**ABOUT THIS EXERCISE:** Would you set down every line of the data below exactly as it reads?

[[ EXTRACTED INFORMATION open ]]

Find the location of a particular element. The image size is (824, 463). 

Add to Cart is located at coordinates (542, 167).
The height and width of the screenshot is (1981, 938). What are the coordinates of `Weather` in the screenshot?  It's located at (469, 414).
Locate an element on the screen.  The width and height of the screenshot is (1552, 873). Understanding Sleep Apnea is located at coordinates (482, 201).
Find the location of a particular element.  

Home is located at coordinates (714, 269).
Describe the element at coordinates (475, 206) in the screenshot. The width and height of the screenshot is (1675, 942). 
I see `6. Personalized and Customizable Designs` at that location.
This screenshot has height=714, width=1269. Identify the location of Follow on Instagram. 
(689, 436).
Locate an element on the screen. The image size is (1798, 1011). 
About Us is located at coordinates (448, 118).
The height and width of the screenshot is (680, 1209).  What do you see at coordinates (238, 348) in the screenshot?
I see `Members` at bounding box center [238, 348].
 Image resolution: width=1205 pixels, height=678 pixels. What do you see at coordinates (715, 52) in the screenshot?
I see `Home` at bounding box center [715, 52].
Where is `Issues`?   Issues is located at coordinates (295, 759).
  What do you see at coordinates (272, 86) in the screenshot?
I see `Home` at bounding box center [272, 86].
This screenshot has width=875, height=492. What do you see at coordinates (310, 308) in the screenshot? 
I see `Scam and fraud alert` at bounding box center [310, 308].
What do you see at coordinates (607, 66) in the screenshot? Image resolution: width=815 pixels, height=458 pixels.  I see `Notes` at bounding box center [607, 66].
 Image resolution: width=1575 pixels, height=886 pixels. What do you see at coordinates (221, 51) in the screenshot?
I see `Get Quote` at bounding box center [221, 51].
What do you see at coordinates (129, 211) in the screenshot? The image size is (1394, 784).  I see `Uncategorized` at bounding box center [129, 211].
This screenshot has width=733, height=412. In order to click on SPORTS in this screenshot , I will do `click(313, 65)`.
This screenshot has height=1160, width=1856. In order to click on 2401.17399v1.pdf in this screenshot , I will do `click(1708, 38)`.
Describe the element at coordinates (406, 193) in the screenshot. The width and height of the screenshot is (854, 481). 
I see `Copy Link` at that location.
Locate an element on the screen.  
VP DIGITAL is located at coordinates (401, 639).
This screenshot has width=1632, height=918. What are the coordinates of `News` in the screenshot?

[[ EXTRACTED INFORMATION closed ]]

**SOLUTION TO THE EXERCISE:**
Find the location of a particular element. The image size is (824, 463). 

Add to Cart is located at coordinates (542, 167).
The height and width of the screenshot is (1981, 938). What are the coordinates of `Weather` in the screenshot?  It's located at (469, 414).
Locate an element on the screen.  The width and height of the screenshot is (1552, 873). Understanding Sleep Apnea is located at coordinates (482, 201).
Find the location of a particular element.  

Home is located at coordinates (714, 269).
Describe the element at coordinates (475, 206) in the screenshot. The width and height of the screenshot is (1675, 942). 
I see `6. Personalized and Customizable Designs` at that location.
This screenshot has height=714, width=1269. Identify the location of Follow on Instagram. 
(689, 436).
Locate an element on the screen. The image size is (1798, 1011). 
About Us is located at coordinates (448, 118).
The height and width of the screenshot is (680, 1209).  What do you see at coordinates (238, 348) in the screenshot?
I see `Members` at bounding box center [238, 348].
 Image resolution: width=1205 pixels, height=678 pixels. What do you see at coordinates (715, 52) in the screenshot?
I see `Home` at bounding box center [715, 52].
Where is `Issues`?   Issues is located at coordinates (295, 759).
  What do you see at coordinates (272, 86) in the screenshot?
I see `Home` at bounding box center [272, 86].
This screenshot has width=875, height=492. What do you see at coordinates (310, 308) in the screenshot? 
I see `Scam and fraud alert` at bounding box center [310, 308].
What do you see at coordinates (607, 66) in the screenshot? Image resolution: width=815 pixels, height=458 pixels.  I see `Notes` at bounding box center [607, 66].
 Image resolution: width=1575 pixels, height=886 pixels. What do you see at coordinates (221, 51) in the screenshot?
I see `Get Quote` at bounding box center [221, 51].
What do you see at coordinates (129, 211) in the screenshot? The image size is (1394, 784).  I see `Uncategorized` at bounding box center [129, 211].
This screenshot has width=733, height=412. In order to click on SPORTS in this screenshot , I will do `click(313, 65)`.
This screenshot has height=1160, width=1856. In order to click on 2401.17399v1.pdf in this screenshot , I will do `click(1708, 38)`.
Describe the element at coordinates (406, 193) in the screenshot. The width and height of the screenshot is (854, 481). 
I see `Copy Link` at that location.
Locate an element on the screen.  
VP DIGITAL is located at coordinates (401, 639).
This screenshot has width=1632, height=918. What are the coordinates of `News` in the screenshot?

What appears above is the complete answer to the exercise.